Some people think that even the best-selling book has reached its peak. This is because electronic inventories make it easier to keep track of sales, which highlights the differences between the two main trends in popular fiction: the fact that a mass audience decides what is popular and the fact that that audience splits into different groups based on the form or genre of the book. This creates a divide between the books that are on the weekly bestseller lists and the books that are bought by the large but scattered readership. This creates what business analyst Chris Anderson has called "the long tail" of how cultural goods are sold.
In conclusion, the digital inventory has huge implications for the study of popular fiction, and questions of consumption and circulation have become more common in the past few years. People who talk too confidently about a global culture, which is often linked to the international hit, can learn a lot from the digital inventory. But it's important to remember that the market for popular fiction is always changing, with different weekly charts in different countries and different ways of putting together lists of the best-selling fiction. India and Japan have made it hard to tell the difference between facts, public opinion, and fiction. This has made people wonder if famous stories can change. The tension between what's familiar and what's new creates the conditions for cultural change, and the people who listen to popular stories can become the source of a wish for a better world. Fiction is interesting because it gives readers the chance to write their own futures. However, this view rests on a democratic and transformative view of society.

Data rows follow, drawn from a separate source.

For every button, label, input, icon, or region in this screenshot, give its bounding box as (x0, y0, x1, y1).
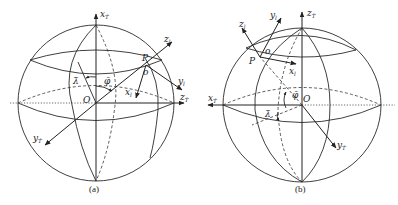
point-P-label-a: P (141, 53, 149, 63)
origin-label-b: O (303, 94, 311, 104)
x-axis-label-a: xT̄ (100, 9, 109, 20)
lambda-label-a: λ̄ (72, 76, 79, 86)
lambda-arc-a (86, 77, 96, 78)
x-axis-label-b: xT̄ (208, 93, 217, 104)
y-axis-a (45, 103, 96, 145)
caption-a: (a) (89, 184, 99, 194)
phi-label-b: φ̄ (292, 90, 299, 100)
local-z-label-b: zl (238, 19, 246, 30)
point-o-label-b: o (265, 46, 271, 56)
panel-b: zT̄ xT̄ yT̄ zl yl xl P o O λ̄ φ̄ (b) (208, 8, 395, 194)
phi-arc-a (96, 86, 112, 91)
z-axis-label-a: zT̄ (179, 92, 189, 103)
local-x-label-b: xl (289, 66, 296, 77)
panel-a: xT̄ zT̄ yT̄ zl yl xl P o O λ̄ φ̄ (a) (10, 9, 189, 194)
z-axis-label-b: zT̄ (306, 8, 316, 19)
point-o-label-a: o (143, 67, 149, 77)
sphere-coordinate-diagram: xT̄ zT̄ yT̄ zl yl xl P o O λ̄ φ̄ (a) (0, 0, 398, 205)
caption-b: (b) (295, 184, 306, 194)
y-axis-label-b: yT̄ (336, 140, 346, 151)
y-axis-label-a: yT̄ (32, 133, 42, 144)
y-axis-b (302, 105, 336, 148)
local-x-axis-b (260, 57, 296, 64)
local-z-axis-b (242, 28, 260, 57)
local-y-label-a: yl (177, 76, 185, 87)
local-z-label-a: zl (163, 34, 171, 45)
origin-label-a: O (83, 95, 91, 105)
local-y-axis-a (146, 65, 182, 90)
phi-label-a: φ̄ (104, 76, 111, 86)
lambda-label-b: λ̄ (264, 109, 271, 119)
phi-arc-b (284, 92, 286, 108)
local-y-label-b: yl (269, 10, 277, 21)
point-P-label-b: P (248, 56, 256, 66)
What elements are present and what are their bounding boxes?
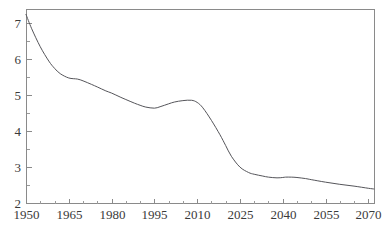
y-tick-label: 2	[15, 196, 22, 211]
line-chart: 195019651980199520102025204020552070 234…	[0, 0, 389, 238]
x-tick-label: 2070	[356, 207, 382, 222]
x-tick-label: 1980	[100, 207, 126, 222]
x-tick-label: 2010	[185, 207, 211, 222]
x-axis-tick-labels: 195019651980199520102025204020552070	[14, 207, 382, 222]
y-tick-label: 7	[15, 16, 22, 31]
x-tick-label: 1965	[57, 207, 83, 222]
x-tick-label: 1995	[142, 207, 168, 222]
y-tick-label: 5	[15, 88, 22, 103]
axis-frame	[27, 10, 375, 204]
plot-frame	[27, 10, 375, 204]
x-axis-major-ticks	[27, 199, 369, 204]
chart-container: 195019651980199520102025204020552070 234…	[0, 0, 389, 238]
x-tick-label: 2040	[271, 207, 297, 222]
x-tick-label: 2025	[228, 207, 254, 222]
data-series-group	[26, 14, 374, 189]
y-tick-label: 4	[15, 124, 22, 139]
data-line-1	[26, 14, 374, 189]
y-axis-tick-labels: 234567	[15, 16, 22, 211]
y-tick-label: 3	[15, 160, 22, 175]
y-tick-label: 6	[15, 52, 22, 67]
x-tick-label: 2055	[314, 207, 340, 222]
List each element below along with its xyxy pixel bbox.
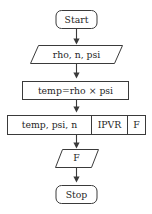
- node-stop[interactable]: Stop: [56, 186, 97, 204]
- node-output-label: F: [73, 152, 80, 163]
- flowchart-canvas: Start rho, n, psi temp=rho × psi temp, p…: [0, 0, 152, 214]
- node-subroutine-call[interactable]: temp, psi, n IPVR F: [8, 116, 146, 135]
- node-process-label: temp=rho × psi: [38, 85, 113, 96]
- arrowhead-icon: [73, 142, 79, 148]
- node-input[interactable]: rho, n, psi: [31, 46, 123, 64]
- call-cell-args-label: temp, psi, n: [22, 119, 78, 130]
- node-stop-label: Stop: [66, 189, 88, 200]
- arrowhead-icon: [73, 38, 79, 44]
- node-process[interactable]: temp=rho × psi: [23, 82, 129, 100]
- connector-call-to-output: [73, 135, 79, 149]
- arrowhead-icon: [73, 72, 79, 78]
- call-cell-return-label: F: [133, 119, 140, 130]
- flowchart-svg: Start rho, n, psi temp=rho × psi temp, p…: [0, 0, 152, 214]
- connector-input-to-process: [73, 64, 79, 79]
- node-start[interactable]: Start: [56, 11, 97, 29]
- arrowhead-icon: [73, 176, 79, 182]
- call-cell-routine-label: IPVR: [98, 119, 123, 130]
- connector-process-to-call: [73, 100, 79, 113]
- node-output[interactable]: F: [56, 150, 99, 168]
- node-input-label: rho, n, psi: [53, 49, 101, 60]
- connector-start-to-input: [73, 28, 79, 45]
- arrowhead-icon: [73, 106, 79, 112]
- connector-output-to-stop: [73, 168, 79, 183]
- node-start-label: Start: [65, 14, 89, 25]
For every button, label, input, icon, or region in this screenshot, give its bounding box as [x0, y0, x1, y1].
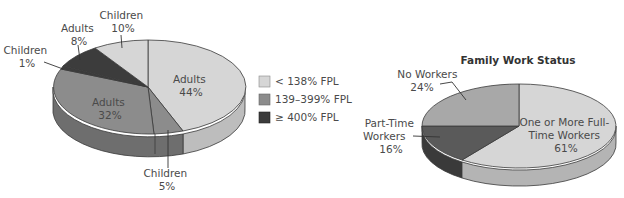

Pulps, graphic novels, computer games, and fan stories are all examples of subcultures that can help readers move towards a new sense of who they are as a group. In the 1950s and 1960s, lesbian pulps gave a place for a public lesbian identity to grow, while graphic novels grew out of the intersection of comic strips in the mainstream press and drawings and pop art from the counterculture. These subcultures show how powerful it can be to show what is hidden or unsaid. The results have been both rebellious and popular.
In these highly charged situations, questions of cultural change can't be separated from a language of cultural and artistic value. Comics and interactive games start out as products, but they bring together a group of fans who believe in the art and political importance of these texts and practises. When popular literature is remade, it not only gives us new stories, but it also sets up new ways for people to talk and argue in public.